(Collected data entries)
--------------------------------
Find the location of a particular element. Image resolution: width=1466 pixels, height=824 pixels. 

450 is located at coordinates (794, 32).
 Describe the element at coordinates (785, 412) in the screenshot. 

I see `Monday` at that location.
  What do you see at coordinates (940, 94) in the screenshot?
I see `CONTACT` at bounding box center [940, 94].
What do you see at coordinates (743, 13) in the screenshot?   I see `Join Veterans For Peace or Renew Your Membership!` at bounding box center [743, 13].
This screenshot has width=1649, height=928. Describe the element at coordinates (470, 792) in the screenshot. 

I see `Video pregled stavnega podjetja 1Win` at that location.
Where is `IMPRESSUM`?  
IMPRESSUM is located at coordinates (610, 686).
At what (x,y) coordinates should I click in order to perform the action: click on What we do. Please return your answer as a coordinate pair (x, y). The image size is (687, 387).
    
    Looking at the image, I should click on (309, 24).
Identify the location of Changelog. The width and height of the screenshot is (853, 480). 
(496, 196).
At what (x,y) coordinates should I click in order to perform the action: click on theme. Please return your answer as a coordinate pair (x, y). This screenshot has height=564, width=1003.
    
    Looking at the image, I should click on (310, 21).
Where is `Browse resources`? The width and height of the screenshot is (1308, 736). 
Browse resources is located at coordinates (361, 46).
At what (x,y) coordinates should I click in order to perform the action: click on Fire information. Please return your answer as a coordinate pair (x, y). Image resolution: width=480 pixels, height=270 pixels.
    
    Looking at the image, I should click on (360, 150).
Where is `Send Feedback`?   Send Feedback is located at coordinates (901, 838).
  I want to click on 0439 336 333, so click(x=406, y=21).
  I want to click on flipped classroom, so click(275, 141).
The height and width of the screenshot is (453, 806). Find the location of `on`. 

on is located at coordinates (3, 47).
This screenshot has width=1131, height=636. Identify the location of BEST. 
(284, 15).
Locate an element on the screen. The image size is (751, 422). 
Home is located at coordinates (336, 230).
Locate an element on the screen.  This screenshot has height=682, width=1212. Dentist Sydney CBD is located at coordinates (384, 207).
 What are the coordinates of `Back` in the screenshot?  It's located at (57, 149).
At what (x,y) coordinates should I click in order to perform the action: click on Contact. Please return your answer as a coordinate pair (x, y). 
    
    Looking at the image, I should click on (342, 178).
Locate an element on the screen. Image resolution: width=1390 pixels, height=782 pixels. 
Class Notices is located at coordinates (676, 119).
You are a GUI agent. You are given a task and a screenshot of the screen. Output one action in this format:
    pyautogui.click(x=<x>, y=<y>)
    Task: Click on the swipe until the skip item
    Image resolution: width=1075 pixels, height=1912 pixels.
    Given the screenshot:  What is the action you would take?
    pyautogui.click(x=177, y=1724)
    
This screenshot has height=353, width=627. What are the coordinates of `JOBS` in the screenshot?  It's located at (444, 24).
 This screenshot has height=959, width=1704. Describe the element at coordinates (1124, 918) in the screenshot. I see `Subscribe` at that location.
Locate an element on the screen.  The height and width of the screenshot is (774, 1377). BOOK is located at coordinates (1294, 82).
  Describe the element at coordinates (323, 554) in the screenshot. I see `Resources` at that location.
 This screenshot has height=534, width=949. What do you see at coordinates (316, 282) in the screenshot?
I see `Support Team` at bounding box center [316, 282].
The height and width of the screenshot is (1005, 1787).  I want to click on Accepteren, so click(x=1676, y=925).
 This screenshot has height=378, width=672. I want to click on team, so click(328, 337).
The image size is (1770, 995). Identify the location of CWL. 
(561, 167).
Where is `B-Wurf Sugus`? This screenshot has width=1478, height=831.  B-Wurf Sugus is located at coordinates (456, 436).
--------------------------------
• [WHAT NEEDS TO BE DONE]:
Restate every entry exactly. Leave nothing out.

• [TASK RESULT]:
Find the location of a particular element. Image resolution: width=1466 pixels, height=824 pixels. 

450 is located at coordinates (794, 32).
 Describe the element at coordinates (785, 412) in the screenshot. 

I see `Monday` at that location.
  What do you see at coordinates (940, 94) in the screenshot?
I see `CONTACT` at bounding box center [940, 94].
What do you see at coordinates (743, 13) in the screenshot?   I see `Join Veterans For Peace or Renew Your Membership!` at bounding box center [743, 13].
This screenshot has width=1649, height=928. Describe the element at coordinates (470, 792) in the screenshot. 

I see `Video pregled stavnega podjetja 1Win` at that location.
Where is `IMPRESSUM`?  
IMPRESSUM is located at coordinates (610, 686).
At what (x,y) coordinates should I click in order to perform the action: click on What we do. Please return your answer as a coordinate pair (x, y). The image size is (687, 387).
    
    Looking at the image, I should click on (309, 24).
Identify the location of Changelog. The width and height of the screenshot is (853, 480). 
(496, 196).
At what (x,y) coordinates should I click in order to perform the action: click on theme. Please return your answer as a coordinate pair (x, y). This screenshot has height=564, width=1003.
    
    Looking at the image, I should click on (310, 21).
Where is `Browse resources`? The width and height of the screenshot is (1308, 736). 
Browse resources is located at coordinates (361, 46).
At what (x,y) coordinates should I click in order to perform the action: click on Fire information. Please return your answer as a coordinate pair (x, y). Image resolution: width=480 pixels, height=270 pixels.
    
    Looking at the image, I should click on (360, 150).
Where is `Send Feedback`?   Send Feedback is located at coordinates (901, 838).
  I want to click on 0439 336 333, so click(x=406, y=21).
  I want to click on flipped classroom, so click(275, 141).
The height and width of the screenshot is (453, 806). Find the location of `on`. 

on is located at coordinates (3, 47).
This screenshot has width=1131, height=636. Identify the location of BEST. 
(284, 15).
Locate an element on the screen. The image size is (751, 422). 
Home is located at coordinates (336, 230).
Locate an element on the screen.  This screenshot has height=682, width=1212. Dentist Sydney CBD is located at coordinates (384, 207).
 What are the coordinates of `Back` in the screenshot?  It's located at (57, 149).
At what (x,y) coordinates should I click in order to perform the action: click on Contact. Please return your answer as a coordinate pair (x, y). 
    
    Looking at the image, I should click on (342, 178).
Locate an element on the screen. Image resolution: width=1390 pixels, height=782 pixels. 
Class Notices is located at coordinates (676, 119).
You are a GUI agent. You are given a task and a screenshot of the screen. Output one action in this format:
    pyautogui.click(x=<x>, y=<y>)
    Task: Click on the swipe until the skip item
    Image resolution: width=1075 pixels, height=1912 pixels.
    Given the screenshot:  What is the action you would take?
    pyautogui.click(x=177, y=1724)
    
This screenshot has height=353, width=627. What are the coordinates of `JOBS` in the screenshot?  It's located at (444, 24).
 This screenshot has height=959, width=1704. Describe the element at coordinates (1124, 918) in the screenshot. I see `Subscribe` at that location.
Locate an element on the screen.  The height and width of the screenshot is (774, 1377). BOOK is located at coordinates (1294, 82).
  Describe the element at coordinates (323, 554) in the screenshot. I see `Resources` at that location.
 This screenshot has height=534, width=949. What do you see at coordinates (316, 282) in the screenshot?
I see `Support Team` at bounding box center [316, 282].
The height and width of the screenshot is (1005, 1787).  I want to click on Accepteren, so click(x=1676, y=925).
 This screenshot has height=378, width=672. I want to click on team, so click(328, 337).
The image size is (1770, 995). Identify the location of CWL. 
(561, 167).
Where is `B-Wurf Sugus`? This screenshot has width=1478, height=831.  B-Wurf Sugus is located at coordinates (456, 436).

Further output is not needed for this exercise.